Some positive governmental changes are happening – India has begun to develop a thriving renewable energy industry and has made plans to increase this sector to 40% of power generation by 2030. To tackle emissions from transport, authorities have started a scheme since April to incentivise the use of electric vehicles and build more charging infrastructure.

Rising population, consumption levels and rapid urbanisation means that Asia’s role in the global climate crisis is vital- and the region has a chance to step up and show environmentally-forward leadership at a time when the rest of the world is not doing enough with a weakened Europe and a climate-denying administration in the US.

Not only is the region most predisposed to the worst effects of the phenomenon, climate disasters all around the world will be unavoidable if urgent actions are not taken now.
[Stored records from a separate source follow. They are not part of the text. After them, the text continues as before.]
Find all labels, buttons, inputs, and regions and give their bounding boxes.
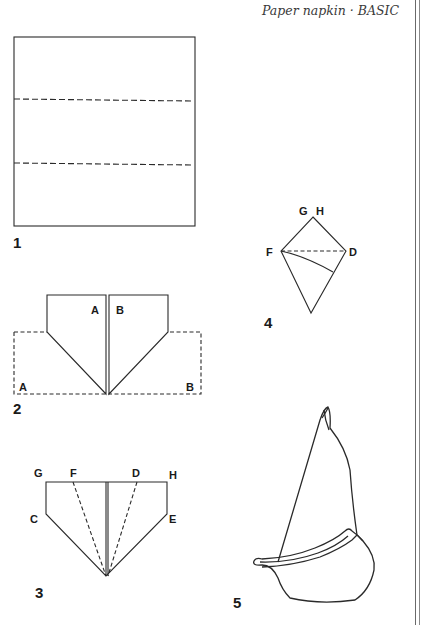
figure-2-folded [14,295,201,394]
folding-diagrams: 1 2 3 4 5 A B A B G F D H C E G H F D [0,0,425,625]
point-label: E [169,513,176,525]
point-label: H [169,469,177,481]
point-label: A [91,304,99,316]
point-label: D [132,467,140,479]
step-number-5: 5 [233,594,241,611]
point-label: B [116,304,124,316]
point-label: F [70,467,77,479]
figure-3-kite [46,482,167,576]
point-label: D [349,246,357,258]
figure-5-napkin-hat [254,407,375,602]
point-label: A [19,381,27,393]
point-label: G [34,467,43,479]
figure-1-square [14,37,195,226]
point-label: F [266,246,273,258]
point-label: B [186,381,194,393]
step-number-2: 2 [13,400,21,417]
point-label: C [30,513,38,525]
step-number-3: 3 [35,584,43,601]
point-label: G [299,205,308,217]
step-number-4: 4 [264,314,273,331]
point-label: H [316,205,324,217]
step-number-1: 1 [13,234,21,251]
figure-4-diamond [281,217,346,313]
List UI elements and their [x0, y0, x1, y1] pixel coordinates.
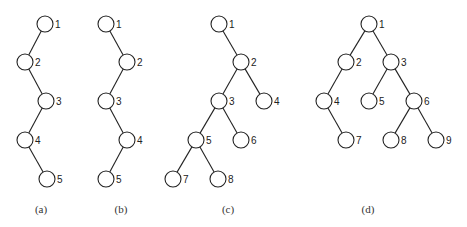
tree-node [316, 93, 332, 109]
node-label: 1 [229, 19, 235, 30]
tree-edge [200, 108, 215, 133]
node-label: 4 [137, 135, 143, 146]
tree-edge [177, 147, 192, 172]
tree-node [233, 54, 249, 70]
node-label: 4 [274, 96, 280, 107]
tree-edge [395, 69, 410, 94]
tree-node [165, 171, 181, 187]
node-label: 8 [401, 135, 407, 146]
node-label: 7 [356, 135, 362, 146]
node-label: 9 [446, 135, 452, 146]
tree-a: 12345(a) [17, 16, 63, 216]
tree-caption: (a) [35, 203, 48, 216]
tree-edge [350, 31, 365, 55]
tree-edge [373, 69, 387, 94]
tree-node [256, 93, 272, 109]
tree-node [383, 132, 399, 148]
tree-edge [29, 69, 42, 94]
tree-node [38, 93, 54, 109]
node-label: 1 [55, 19, 61, 30]
tree-node [211, 16, 227, 32]
tree-node [98, 16, 114, 32]
tree-edge [110, 147, 123, 172]
tree-edge [200, 147, 214, 172]
node-label: 5 [379, 96, 385, 107]
tree-edge [110, 108, 123, 133]
tree-edge [223, 69, 237, 94]
tree-edge [373, 31, 387, 55]
node-label: 2 [356, 57, 362, 68]
node-label: 2 [35, 57, 41, 68]
tree-edge [29, 108, 42, 133]
tree-caption: (d) [362, 203, 375, 216]
tree-edge [245, 69, 260, 94]
node-label: 1 [116, 19, 122, 30]
node-label: 5 [57, 174, 63, 185]
tree-node [361, 16, 377, 32]
tree-edge [395, 108, 410, 133]
tree-edge [110, 31, 123, 55]
tree-node [338, 132, 354, 148]
node-label: 7 [183, 174, 189, 185]
node-label: 5 [206, 135, 212, 146]
tree-edge [418, 108, 432, 133]
node-label: 3 [401, 57, 407, 68]
tree-edge [29, 31, 42, 55]
tree-edge [223, 31, 237, 55]
node-label: 6 [251, 135, 257, 146]
tree-edge [223, 108, 237, 133]
tree-node [98, 171, 114, 187]
tree-node [428, 132, 444, 148]
tree-node [361, 93, 377, 109]
node-label: 3 [56, 96, 62, 107]
tree-diagram-svg: 12345(a)12345(b)12345678(c)123456789(d) [0, 0, 467, 227]
node-label: 1 [379, 19, 385, 30]
node-label: 8 [228, 174, 234, 185]
tree-caption: (b) [115, 203, 128, 216]
tree-edge [110, 69, 123, 94]
tree-node [383, 54, 399, 70]
tree-node [211, 93, 227, 109]
tree-node [17, 132, 33, 148]
node-label: 5 [116, 174, 122, 185]
tree-node [119, 54, 135, 70]
tree-node [17, 54, 33, 70]
tree-edge [328, 108, 342, 133]
node-label: 3 [116, 96, 122, 107]
tree-node [37, 16, 53, 32]
tree-node [233, 132, 249, 148]
tree-node [39, 171, 55, 187]
tree-c: 12345678(c) [165, 16, 280, 216]
node-label: 4 [35, 135, 41, 146]
tree-node [406, 93, 422, 109]
tree-edge [328, 69, 342, 94]
node-label: 2 [251, 57, 257, 68]
tree-node [210, 171, 226, 187]
node-label: 6 [424, 96, 430, 107]
tree-node [188, 132, 204, 148]
tree-d: 123456789(d) [316, 16, 452, 216]
tree-caption: (c) [222, 203, 235, 216]
node-label: 2 [137, 57, 143, 68]
node-label: 4 [334, 96, 340, 107]
node-label: 3 [229, 96, 235, 107]
tree-b: 12345(b) [98, 16, 143, 216]
binary-trees-figure: 12345(a)12345(b)12345678(c)123456789(d) [0, 0, 467, 227]
tree-node [98, 93, 114, 109]
tree-edge [29, 147, 43, 172]
tree-node [338, 54, 354, 70]
tree-node [119, 132, 135, 148]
Asia can, and must, take a front row seat at the table, whether it be shifting towards a low carbon economy by adopting renewable energy or building resilience measures on a structural scale.

More regional coordination to monitor compliance to climate policies is needed, and governments must incentivise low-carbon initiatives and impact investment across Asia Pacific.

We as individuals can also do our bit by cutting down on meat intake, supporting tree-planting projects, reducing single-use waste and consuming less and more sustainably.

This article is a part of Green Queen’s collaboration in the Covering Climate Now project, a week-long initiative to raise global awareness of our planet’s climate emergency. 


Lead image courtesy of Alpha Coders.

Author

  • Sally Ho

    Sally Ho is Green Queen's former resident writer and lead reporter. Passionate about the environment, social issues and health, she is always looking into the latest climate stories in Hong Kong and beyond. A long-time vegan, she also hopes to promote healthy and plant-based lifestyle choices in Asia. Sally has a background in Politics and International Relations from her studies at the London School of Economics and Political Science.